Friday, November 10, 2006

My Panda


I woke up bright and early this morning to make my bi-weekly attempt at adding to my story for fiction class, but the house was such a disaster I couldn't even yearn. (For an excellent and humorous explanation of how yearning relates to writing fiction, you can see this post by my friend Mya. You'll need to start about halfway down.) I was inspired however, to write this very short story:

My Panda
The things in my house have started singing. They have the voices of those children who constantly, tonelessly incant when they want candy in the checkout line: Please please can I have it please can I have it please.

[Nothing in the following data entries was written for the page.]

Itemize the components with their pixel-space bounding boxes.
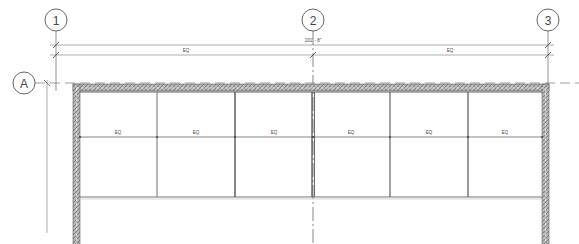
segment-dimension-label-2: EQ bbox=[447, 48, 454, 53]
panel-label-2: EQ bbox=[193, 130, 200, 135]
panel-label-3: EQ bbox=[271, 130, 278, 135]
exterior-wall[interactable] bbox=[73, 84, 549, 244]
grid-label-1: 1 bbox=[53, 14, 60, 28]
panel-grid bbox=[79, 92, 543, 199]
grid-line-1[interactable]: 1 bbox=[45, 9, 67, 91]
wall-top[interactable] bbox=[73, 84, 549, 91]
panel-label-4: EQ bbox=[348, 130, 355, 135]
overall-dimension-label: 101' - 8" bbox=[305, 38, 322, 43]
grid-label-2: 2 bbox=[310, 14, 317, 28]
grid-label-3: 3 bbox=[545, 14, 552, 28]
segment-dimension-label-1: EQ bbox=[183, 48, 190, 53]
panel-label-1: EQ bbox=[115, 130, 122, 135]
panel-label-5: EQ bbox=[426, 130, 433, 135]
panel-label-6: EQ bbox=[502, 130, 509, 135]
segment-dimension[interactable]: EQ EQ bbox=[50, 48, 554, 58]
grid-line-3[interactable]: 3 bbox=[537, 9, 559, 91]
grid-line-2[interactable]: 2 bbox=[302, 9, 324, 244]
vertical-dimension-line bbox=[44, 80, 50, 233]
grid-label-a: A bbox=[20, 77, 28, 91]
floor-plan-drawing: 1 2 3 A 101' - 8" EQ EQ bbox=[0, 0, 579, 244]
overall-dimension[interactable]: 101' - 8" bbox=[50, 38, 554, 48]
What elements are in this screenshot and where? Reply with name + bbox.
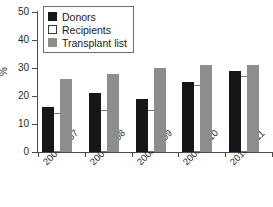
- y-tick-label: 50: [0, 6, 29, 17]
- y-tick-label: 30: [0, 62, 29, 73]
- legend-item: Transplant list: [48, 36, 127, 49]
- y-tick-label: 10: [0, 118, 29, 129]
- bar-transplant-list: [247, 65, 259, 152]
- x-tick-mark: [272, 152, 273, 157]
- legend: Donors Recipients Transplant list: [43, 6, 134, 53]
- y-tick-mark: [32, 68, 37, 69]
- x-tick-mark: [225, 152, 226, 157]
- legend-swatch-donors-icon: [48, 12, 57, 21]
- y-tick-label: 20: [0, 90, 29, 101]
- bar-donors: [136, 99, 148, 152]
- legend-item: Donors: [48, 10, 127, 23]
- y-tick-mark: [32, 96, 37, 97]
- x-tick-mark: [178, 152, 179, 157]
- y-tick-mark: [32, 40, 37, 41]
- bar-transplant-list: [60, 79, 72, 152]
- bar-donors: [89, 93, 101, 152]
- y-axis-line: [37, 11, 38, 153]
- y-tick-mark: [32, 12, 37, 13]
- bar-transplant-list: [107, 74, 119, 152]
- x-tick-mark: [132, 152, 133, 157]
- x-tick-mark: [38, 152, 39, 157]
- y-tick-label: 40: [0, 34, 29, 45]
- legend-item: Recipients: [48, 23, 127, 36]
- x-tick-mark: [85, 152, 86, 157]
- y-tick-label: 0: [0, 146, 29, 157]
- bar-transplant-list: [154, 68, 166, 152]
- legend-swatch-recipients-icon: [48, 25, 57, 34]
- bar-donors: [182, 82, 194, 152]
- bar-donors: [42, 107, 54, 152]
- y-tick-mark: [32, 152, 37, 153]
- bar-donors: [229, 71, 241, 152]
- legend-label-transplant-list: Transplant list: [62, 37, 127, 49]
- y-tick-mark: [32, 124, 37, 125]
- legend-label-donors: Donors: [62, 11, 96, 23]
- legend-swatch-transplant-list-icon: [48, 38, 57, 47]
- bar-transplant-list: [200, 65, 212, 152]
- bar-chart: % 01020304050 2006-20072007-20082008-200…: [0, 0, 273, 207]
- legend-label-recipients: Recipients: [62, 24, 111, 36]
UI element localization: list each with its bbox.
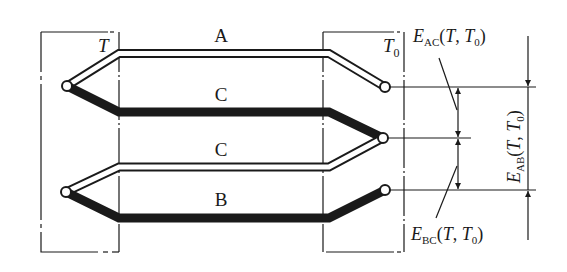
wire-label-c-lower: C [215,139,228,160]
wire-label-a: A [214,25,228,46]
cold-terminal-a [380,82,390,92]
thermocouple-diagram: A C C B T T0 EAC(T, T0) EBC(T, T0) EAB(T… [0,0,567,272]
emf-ac-label: EAC(T, T0) [412,26,486,48]
leader-bc [436,166,457,218]
wire-label-b: B [215,189,228,210]
leader-ac [439,58,457,110]
hot-junction-bc [61,187,71,197]
emf-bc-label: EBC(T, T0) [410,224,483,246]
wire-label-c-upper: C [215,84,228,105]
cold-temperature-sub: 0 [394,46,400,60]
cold-temperature-label: T0 [383,35,400,60]
hot-temperature-label: T [98,35,110,56]
hot-junction-ac [62,81,72,91]
wire-a [67,54,385,88]
cold-terminal-c [378,133,388,143]
cold-terminal-b [380,185,390,195]
emf-ab-label: EAB(T, T0) [504,110,526,184]
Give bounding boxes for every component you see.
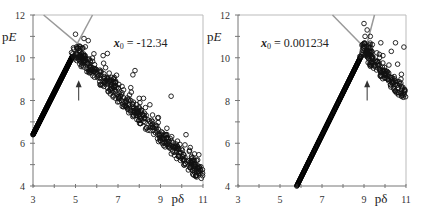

Thus the objects in my house: The dishes play a constant game of tag moving themselves from surface to surface. Look at me I’m on the table, I’m on the floor, I’m in the sink. You can’t catch me you can’t wash me you can’t keep me in the cabinet! The papers just like the sound of their voices Lalalalalalalalalalalalalalala, they sing, so high-pitched that the neighbor’s dog will sometimes start to bark.
I have tried to explain to my Giant Panda how I am reaching a breaking point, but it is hard for him to understand. He cannot hear the high-pitched wailing of the stiff socks underneath his favorite chair. This is not his fault. Because of his inefficient intestinal tract, he has to eat thirty to forty pounds of bamboo everyday, which takes him between twelve to sixteen hours of constant eating. So it is not surprising he cannot hear the lalalala of the utility bills over the CRUNCH CRUNCH of the bamboo splintering between his jaws. The noise must be deafening from inside his head, because it is loud even to my ears. Low pitched and percussive, it joins the singing choir, and I have to run out of the house.
Fortunately there is always reason to leave, as I must go to the store often in order to purchase more bamboo. There are fifteen varieties of bamboo that a Giant Panda can eat, my Panda prefers only four of these. When, due to limited availability, I must bring home one of the eleven other varieties, my panda looks at me with sad eyes and sighs, and I feel bad for disappointing him. Sometimes I get resentful that he won’t expand his tastes, but then he is good and tells me that it’s okay, he knows I tried. He thanks me for bringing him the bamboo and asks if I wouldn’t mind chopping it up and putting it on a fresh plate for him, if I’m making something for myself anyway.
On the weekends, my Panda likes to go to restaurants. Even more than his four favorite types of bamboo, he likes to eat fresh bamboo shoots. Bamboo shoots, however, are not as filling as full-grown bamboo, and so he must eat more than double the weight he would eat in bamboo. It is not often that even a large Asian restaurant has eighty-four pounds of bamboo shoots, so we spend many Saturdays driving from restaurant to restaurant, waiting for tables and waiting to order, waiting for food. My Panda enjoys this very much, and thinks it is a great treat for me as well, even though I only eat at one or two of the restaurants. He says he likes to spend time together. I don’t have the heart to tell him I would rather cook at home and have the remaining nine hours for myself, although lately, I do appreciate how at the restaurants the tableware is well behaved, and doesn’t sing.
Last Saturday, as my Panda was chewing his bamboo shoots inside the Super Happy China Buffet, and I was smoking a cigarette in the parking lot (a habit I have taken up just so I can get outside more on Saturdays), a bus pulled up at the station across the street, and I thought about getting on. It was an abrupt thought, but suddenly it seemed simple and possible. I would get on a bus. I would move to a new apartment where the cutlery was quiet, and the walls didn’t shake with constant crunching.
I was half way across the street when I remembered that my Panda, having no pockets, had put his keys in my purse. I couldn’t leave him stranded, so I went back inside just to give the keys to the hostess. But Super Happy China Buffet is a very large restaurant, and the hostess was young and worried she wouldn’t know which panda to give the keys to; she insisted I point him out. And when I saw him, sitting alone at the table in out regular booth, waiting so patiently, looking with such hope at the steamer-tray where the bamboo shoots might soon be refilled; when I saw how he was chewing with his mouth closed as I have so often urged him to do at restaurants, I told the hostess not to bother. I put the keys back in my purse, and returned to my seat at the table, where my Panda was very happy to see me.